Sophie Solomon is a classical violinist whose cv includes the National Children's Orchestra, ProCorda, the LSO and techno-klezmer band Oi Va Voi. Right now, she is being expensively promoted as a rising star of crossover world-classical music. You might have seen the odd lifestyle piece about her ("My hols", etc), accompanied by pictures showing her togged out in fashionable gear, clutching her violin.
Her debut album, Poison Sweet Madeira, bristles with celebrity collaborators including Ralph Fiennes, KT Tunstall, Richard Hawley and Marius de Vries. The CD runs a gamut of styles from prog-pomp to tango-lite; it's not particularly inspiring, but its saving grace is that Solomon plays her instrument very well. However, you often wish that she were playing on someone else's tunes.
On stage, where Solomon is backed by bass, drums, keyboards, acoustic guitar and plaintive accordion, the variety of the album is homogenised into one sound. She looks unaccustomed to performing centre stage; her announcements are rushed, occasionally apologetic. When she introduces A Light That Never Dies, a setting of a Russian poem she translated, she says: "Ralph Fiennes is not here, so you've got me." Before rushing into a breakneck Hot Club-style piece called Swing, she explains that she learned the song "from some Gypsies in Budapest when we were playing on an old Russian battleship". There is plenty of speed and adrenaline, but the clattering drums only emphasise a serious flaw in Solomon's music: it doesn't swing. This is not such a problem in the more classically derived pieces, or pop songs such as the attractive Lazarus. But with half the repertoire drawn from "world" sources such as Gypsy jazz, tango and klezmer, the light and warmth of less starry practitioners is conspicuous by its absence.
· At the Glee Club, Birmingham, on Wednesday. Box office: 0870 241 5093. Then touring.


Among the entries below, find all lines that include "follicles" and copy them.

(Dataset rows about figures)
--

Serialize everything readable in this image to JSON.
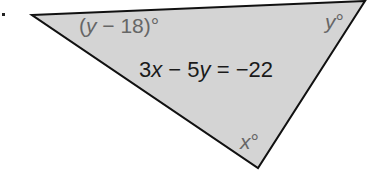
{
  "figure": {
    "bullet": ".",
    "triangle": {
      "vertices": [
        [
          32,
          15
        ],
        [
          365,
          1
        ],
        [
          258,
          168
        ]
      ],
      "fill": "#d4d4d4",
      "stroke": "#111111"
    },
    "angles": {
      "left": {
        "open": "(",
        "var": "y",
        "rest": " − 18)°"
      },
      "top_right": {
        "var": "y",
        "deg": "°"
      },
      "bottom": {
        "var": "x",
        "deg": "°"
      }
    },
    "equation": {
      "c1": "3",
      "v1": "x",
      "op1": " − 5",
      "v2": "y",
      "rest": " = −22"
    }
  }
}
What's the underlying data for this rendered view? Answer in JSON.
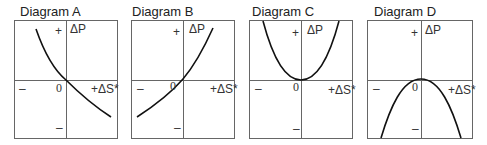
{
  "diagrams": [
    {
      "title": "Diagram A",
      "shape": "decreasing-curve",
      "y_label": "ΔP",
      "x_label": "+ΔS*",
      "plus": "+",
      "minus_left": "–",
      "minus_bottom": "–",
      "origin": "0"
    },
    {
      "title": "Diagram B",
      "shape": "increasing-curve",
      "y_label": "ΔP",
      "x_label": "+ΔS*",
      "plus": "+",
      "minus_left": "–",
      "minus_bottom": "–",
      "origin": "0"
    },
    {
      "title": "Diagram C",
      "shape": "u-shaped-parabola",
      "y_label": "ΔP",
      "x_label": "+ΔS*",
      "plus": "+",
      "minus_left": "–",
      "minus_bottom": "–",
      "origin": "0"
    },
    {
      "title": "Diagram D",
      "shape": "inverted-u-parabola",
      "y_label": "ΔP",
      "x_label": "+ΔS*",
      "plus": "+",
      "minus_left": "–",
      "minus_bottom": "–",
      "origin": "0"
    }
  ],
  "colors": {
    "frame": "#666666",
    "curve": "#111111",
    "text": "#222222"
  }
}
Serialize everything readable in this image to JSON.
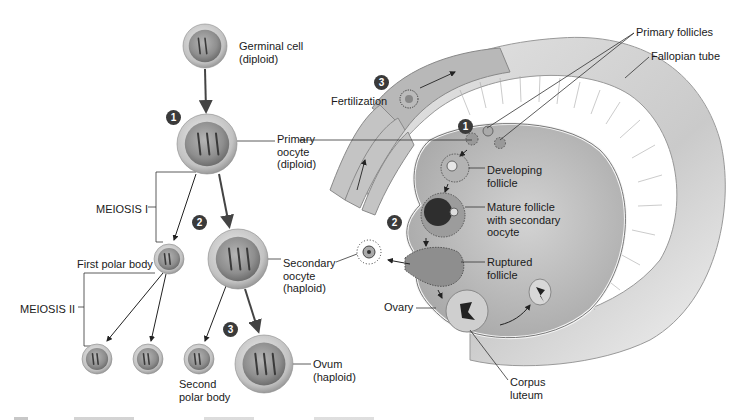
{
  "figure": {
    "type": "oogenesis-diagram",
    "left_panel": {
      "cells": [
        {
          "id": "germinal-cell",
          "cx": 205,
          "cy": 46,
          "r": 22,
          "label": "Germinal cell\n(diploid)",
          "label_x": 239,
          "label_y": 40
        },
        {
          "id": "primary-oocyte",
          "cx": 207,
          "cy": 144,
          "r": 30,
          "label": "Primary\noocyte\n(diploid)",
          "label_x": 277,
          "label_y": 133
        },
        {
          "id": "first-polar-body",
          "cx": 169,
          "cy": 259,
          "r": 15,
          "label": "First polar body",
          "label_x": 77,
          "label_y": 258
        },
        {
          "id": "secondary-oocyte",
          "cx": 238,
          "cy": 259,
          "r": 30,
          "label": "Secondary\noocyte\n(haploid)",
          "label_x": 283,
          "label_y": 257
        },
        {
          "id": "polar-body-a",
          "cx": 97,
          "cy": 359,
          "r": 15
        },
        {
          "id": "polar-body-b",
          "cx": 148,
          "cy": 359,
          "r": 15
        },
        {
          "id": "second-polar-body",
          "cx": 199,
          "cy": 359,
          "r": 15,
          "label": "Second\npolar body",
          "label_x": 179,
          "label_y": 378
        },
        {
          "id": "ovum",
          "cx": 264,
          "cy": 364,
          "r": 29,
          "label": "Ovum\n(haploid)",
          "label_x": 313,
          "label_y": 358
        }
      ],
      "brackets": [
        {
          "id": "meiosis-1",
          "label": "MEIOSIS I",
          "label_x": 96,
          "label_y": 203
        },
        {
          "id": "meiosis-2",
          "label": "MEIOSIS II",
          "label_x": 20,
          "label_y": 303
        }
      ],
      "steps": [
        {
          "n": "1",
          "x": 166,
          "y": 110
        },
        {
          "n": "2",
          "x": 192,
          "y": 215
        },
        {
          "n": "3",
          "x": 223,
          "y": 322
        }
      ]
    },
    "right_panel": {
      "labels": [
        {
          "id": "primary-follicles",
          "text": "Primary follicles",
          "x": 636,
          "y": 26
        },
        {
          "id": "fallopian-tube",
          "text": "Fallopian tube",
          "x": 651,
          "y": 50
        },
        {
          "id": "fertilization",
          "text": "Fertilization",
          "x": 331,
          "y": 95
        },
        {
          "id": "developing-follicle",
          "text": "Developing\nfollicle",
          "x": 487,
          "y": 164
        },
        {
          "id": "mature-follicle",
          "text": "Mature follicle\nwith secondary\noocyte",
          "x": 487,
          "y": 201
        },
        {
          "id": "ruptured-follicle",
          "text": "Ruptured\nfollicle",
          "x": 487,
          "y": 256
        },
        {
          "id": "ovary",
          "text": "Ovary",
          "x": 384,
          "y": 301
        },
        {
          "id": "corpus-luteum",
          "text": "Corpus\nluteum",
          "x": 510,
          "y": 376
        }
      ],
      "steps": [
        {
          "n": "3",
          "x": 374,
          "y": 75
        },
        {
          "n": "1",
          "x": 458,
          "y": 119
        },
        {
          "n": "2",
          "x": 387,
          "y": 215
        }
      ]
    },
    "colors": {
      "cell_fill": "#9a9a9a",
      "cell_rim": "#c8c8c8",
      "tube": "#cfcfcf",
      "ovary": "#bdbdbd",
      "ink": "#1a1a1a",
      "step_badge": "#3a3a3a"
    }
  }
}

--

### REPLY
          "id": "primary-follicles",
          "text": "Primary follicles",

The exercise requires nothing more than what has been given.